While the two names are from different planets — perhaps different galaxies — those two top-line descriptors sound pretty similar, although Microsoft’s $2.5 billion initial investment in its Frontier Co. dwarfs that of AWS’s $1 billion funding for its new deployment unit.
I guess Microsoft wants to give customers the impression of being hardy pioneers busting into the wilds of unexplored and untamed frontiers. Or perhaps Microsoft thinks that the hearts of C-level executives beat a little faster when frontier models are discussed.
Either way, while I get it from the perspective of trying to be kinda cool or hip or perhaps nerdy — recall that the opening line of the intro to Star Trek episodes begins with “Space: the final frontier” — does that name reflect the #1 priority of business leaders?
Do they call Satya Nadella and promise that Microsoft will get the three-year $120-million AI-deployment contract if Microsoft can put them on the frontier of their industry? Or, is it more likely that executives’ primary concerns revolve around AI deployments that result in accelerated and optimized operations as well as the generation of new growth opportunities and new revenue streams?
Hey, I love the idea of bold innovation and breaking new ground — to boldly go where no one has gone before, if you will — but right now, the AI concerns and priorities I’m hearing from business leaders are all about ROI, security, impacts on culture, and the necessity to get it right as quickly as possible.
So — and I’m fully aware that nobody asked me for my opinion — I think Microsoft has overshot the mark with Frontier Company and in so doing has given a distinct advantage to AWS with its spectacularly unimaginative and utilitarian Forward Deployed Engineering name.
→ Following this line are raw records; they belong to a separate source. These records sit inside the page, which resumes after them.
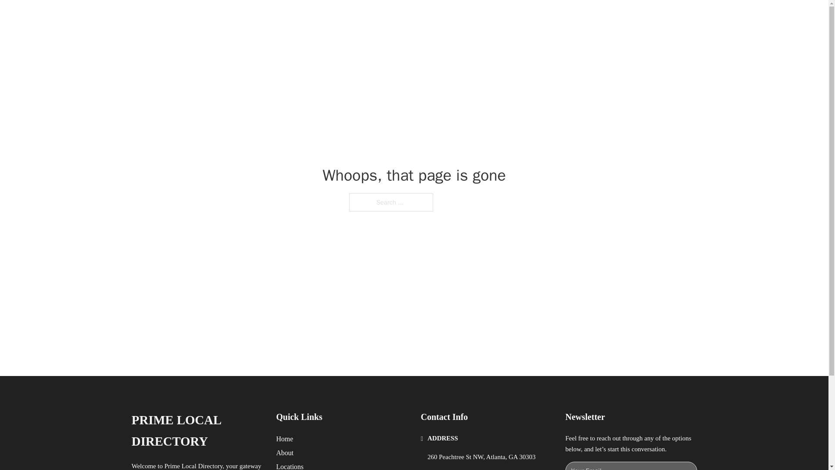  What do you see at coordinates (568, 17) in the screenshot?
I see `LOCATIONS` at bounding box center [568, 17].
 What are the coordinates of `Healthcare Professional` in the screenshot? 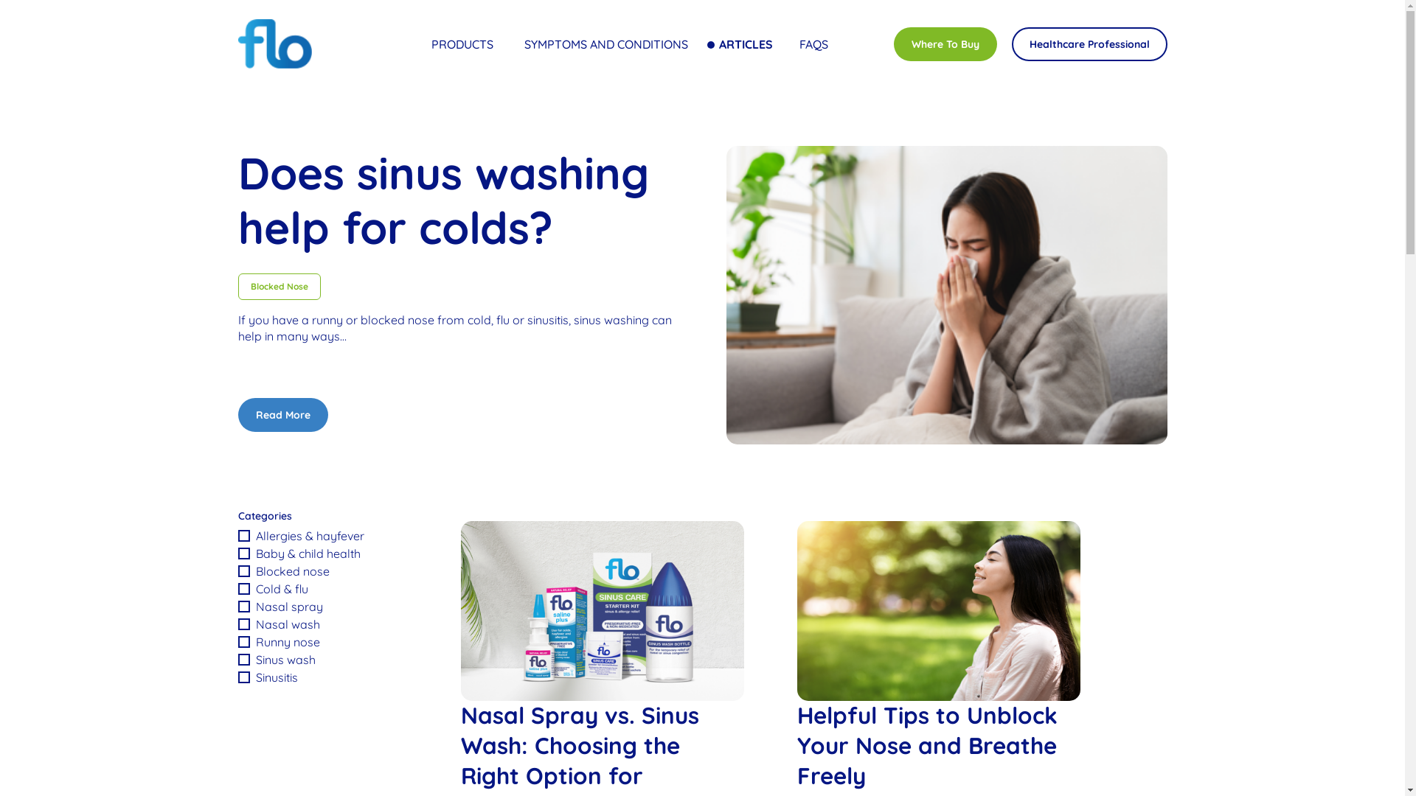 It's located at (1090, 44).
For better or worse, the whole FDE thing has become the mid-2026 equivalent of the “LLM” craze of a couple of years ago. I suspect this infatuation will last until the end of this calendar year, when people will begin to realize every vendor is offering FDEs, and there are FDEs at every customer site and in every pot, then maybe the FDE craze is no longer “the thing” but has instead simply become the way things are done?
Of course, some companies will do the FDE thing better than others do it, but right now it is *the* big promise being offered by every single one of the five combatants in the AI Deployment Wars: Google Cloud, OpenAI, Microsoft, AWS, and Anthropic.
And I guess AWS decided that if that’s what the people want, then that’s what we’ll call our new AI-deployment company. And what the AWS Forward Deployed Engineering moniker lacks in creativity, it just might make up for in short-term opportunity while the FDE obsession still rages.
Final Thought
To state the patently obvious, this industry is moving at mind-twisting speed. And I think AWS had better rapidly leverage the holy heck out of its ultra-functional name before people — and this will probably start happening in early 2027 — start to look at the AWS Forward Deployed Engineering name and think, “Dear me, how very yesterday!”
As for Microsoft, I expect that the “Microsoft” name will be a vastly bigger attraction than the “Frontier” name, and that in fairly short order the trendy “be on the frontier” concept will have evaporated because as every company in every industry in every region on the planet rushes into that frontier, it’s going to rapidly look more like a crowded metropolitan area than an untapped and empty landscape.
For a 36-Hour Immersion into the FY27 Priorities that define Partner Success in the AI Era, join us at the AI Business Solutions Partner Executive Summit, running July 29-30, 2026, in Renton, WA. Register today.